Christine Aaron

Christine Aaron is a conceptual and material focused artist whose work is exhibited nationally and internationally. She utilizes printmaking, wax, wood, metal and paper to create work investigating memory and the fragility of human connection. Aaron has received artist grants from ArtsWestchester/NYSCA, Surface Design Association and a residency and grant from Vermont Studio Center. She has received awards in printmaking and mixed media in exhibits at The Center for Contemporary Printmaking, Mamaroneck Artists Guild, Pen and Brush Gallery (NYC) and Silvermine Arts Center (CT). She has presented talks at The International Encaustic Conference in Provincetown, MA in 2016, 2017 and 2019. Aaron was invited to present her work at The New York Print Club in 2019.

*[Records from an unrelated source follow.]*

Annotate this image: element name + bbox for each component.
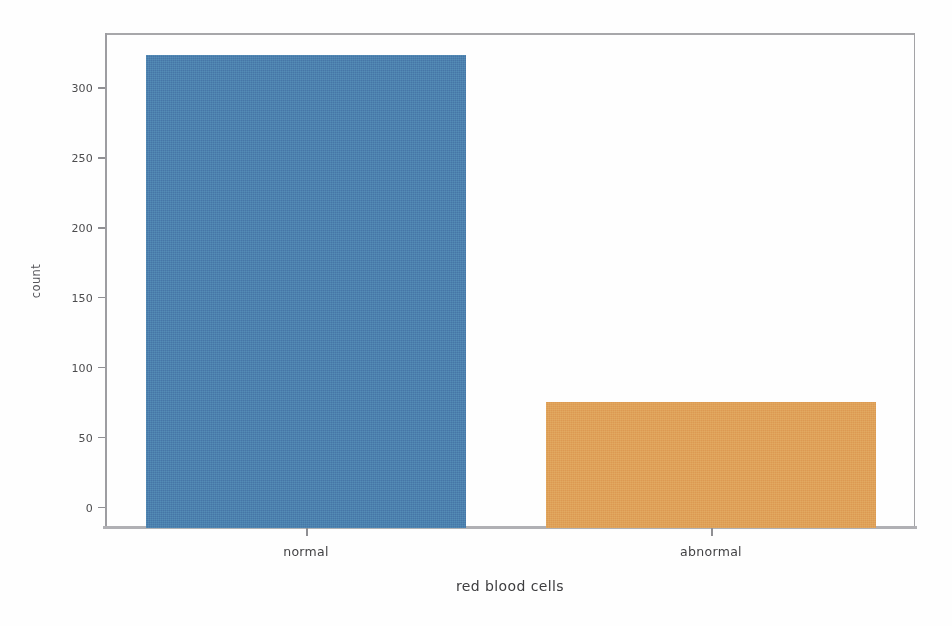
y-tick-label-0: 0 (86, 501, 93, 514)
y-tick-300: 300 (98, 87, 105, 89)
y-tick-150: 150 (98, 297, 105, 299)
y-tick-0: 0 (98, 507, 105, 509)
y-tick-label-100: 100 (71, 361, 93, 374)
y-tick-label-300: 300 (71, 82, 93, 95)
plot-area: 300 250 200 150 100 50 0 normal abnormal (105, 33, 915, 528)
y-axis-title: count (25, 33, 47, 528)
x-tick-label-normal: normal (283, 544, 329, 559)
x-tick-abnormal: abnormal (711, 528, 713, 536)
x-tick-normal: normal (306, 528, 308, 536)
x-tick-label-abnormal: abnormal (680, 544, 742, 559)
y-tick-label-50: 50 (79, 431, 93, 444)
y-tick-50: 50 (98, 437, 105, 439)
y-tick-250: 250 (98, 157, 105, 159)
y-tick-label-150: 150 (71, 291, 93, 304)
y-tick-label-250: 250 (71, 152, 93, 165)
y-tick-100: 100 (98, 367, 105, 369)
y-tick-200: 200 (98, 227, 105, 229)
axis-spine-right (914, 33, 916, 529)
bar-abnormal[interactable] (546, 402, 876, 528)
axis-spine-top (105, 33, 915, 35)
chart-figure: count 300 250 200 150 100 50 0 (0, 0, 952, 626)
y-tick-label-200: 200 (71, 222, 93, 235)
y-axis-title-text: count (29, 263, 43, 297)
axis-spine-left (105, 33, 107, 529)
x-axis-title: red blood cells (105, 578, 915, 594)
bar-normal[interactable] (146, 55, 466, 528)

Her work has been exhibited in solo and group exhibitions in the U.S. and Europe. Exhibition venues include a solo exhibit at California Museum of Art Thousand Oaks, CA, and juried and curated exhibitions at The Hunterdon Museum (PA), Provincetown Art Association and Museum (MA), CIT Wandesford Quay Gallery, (Ireland), Fyns Grafiske (Denmark), Westchester Community College (Valhalla, NY), Castle Hill Gallery, College of New Rochelle, Iona College Gallery (both New Rochelle, NY), Silvermine Arts Center (New Canaan, CT) and Mamaroneck Artists Guild (Larchmont, NY). Aaron holds a BS from Cornell University and a Masters in Social Work from Hunter College. She lives and maintains a studio in Westchester County, New York.

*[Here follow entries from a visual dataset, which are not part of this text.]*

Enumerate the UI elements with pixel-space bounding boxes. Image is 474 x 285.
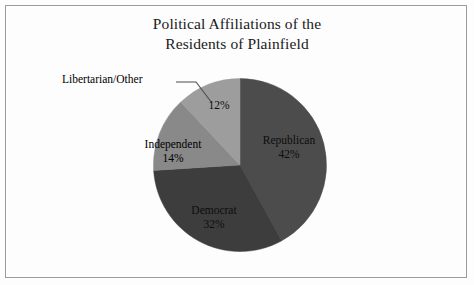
pie-name-democrat: Democrat — [172, 203, 256, 217]
pie-percent-republican: 42% — [247, 147, 331, 161]
pie-name-republican: Republican — [247, 133, 331, 147]
pie-percent-democrat: 32% — [172, 217, 256, 231]
chart-title: Political Affiliations of the Residents … — [0, 14, 474, 54]
pie-label-independent: Independent 14% — [132, 137, 214, 165]
chart-title-line-2: Residents of Plainfield — [0, 34, 474, 54]
pie-label-libertarian-other-percent: 12% — [198, 98, 240, 112]
pie-label-democrat: Democrat 32% — [172, 203, 256, 231]
pie-percent-libertarian-other: 12% — [198, 98, 240, 112]
pie-label-republican: Republican 42% — [247, 133, 331, 161]
chart-canvas: Political Affiliations of the Residents … — [0, 0, 474, 285]
pie-label-libertarian-other-name: Libertarian/Other — [62, 72, 142, 86]
pie-name-independent: Independent — [132, 137, 214, 151]
pie-percent-independent: 14% — [132, 151, 214, 165]
chart-title-line-1: Political Affiliations of the — [0, 14, 474, 34]
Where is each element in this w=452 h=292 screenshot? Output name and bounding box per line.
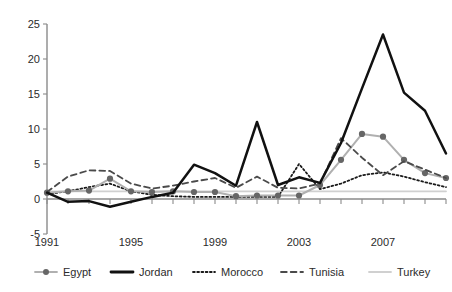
series-marker-egypt [233,193,239,199]
x-axis-tick-label: 1995 [119,236,143,248]
x-axis-tick-label: 2003 [287,236,311,248]
legend-label-turkey: Turkey [397,266,431,278]
series-marker-egypt [107,176,113,182]
x-axis-tick-label: 1991 [35,236,59,248]
series-line-egypt [47,134,446,196]
x-axis-tick-label: 2007 [371,236,395,248]
y-axis-tick-label: 5 [34,158,40,170]
legend-label-morocco: Morocco [221,266,263,278]
legend-marker-egypt [43,269,49,275]
y-axis-tick-label: 15 [28,88,40,100]
series-marker-egypt [296,192,302,198]
y-axis-tick-label: 10 [28,123,40,135]
series-marker-egypt [149,189,155,195]
legend-label-egypt: Egypt [63,266,91,278]
series-marker-egypt [359,131,365,137]
series-marker-egypt [191,189,197,195]
y-axis-tick-label: 25 [28,18,40,30]
y-axis-tick-label: 20 [28,53,40,65]
series-marker-egypt [380,134,386,140]
chart-container: -5051015202519911995199920032007EgyptJor… [0,0,452,292]
y-axis-tick-label: 0 [34,193,40,205]
legend-label-jordan: Jordan [139,266,173,278]
series-marker-egypt [254,192,260,198]
series-marker-egypt [338,157,344,163]
series-marker-egypt [65,188,71,194]
series-marker-egypt [212,189,218,195]
series-marker-egypt [275,192,281,198]
series-marker-egypt [86,188,92,194]
legend-label-tunisia: Tunisia [309,266,345,278]
x-axis-tick-label: 1999 [203,236,227,248]
line-chart: -5051015202519911995199920032007EgyptJor… [0,0,452,292]
series-marker-egypt [128,188,134,194]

My work investigates memory, time and the fragility of human connection. Found wood, shattered mirror and hand dyed paper become vehicles for content. The history of these materials, and the traces of process that remain in the completed work speak to the way in which humans hold the physical, mental and emotional marks of personal experience. Mirror shards pierce wood; wood is scarred, drilled through; paper is burned, inscribed, dipped in wax, and spills from wood crevices. Burning, used throughout history to destroy, purify, obliterate and sanctify, evokes absence and presence, shadow and light. Shadows appear as projections of physical existence, an evidence of presence. They emerge and are cast as the ephemeral marks of what is now absent, no longer material: the mark making of physical loss. The results are physical representations of what is remembered, what is held, lost, transformed and marked within.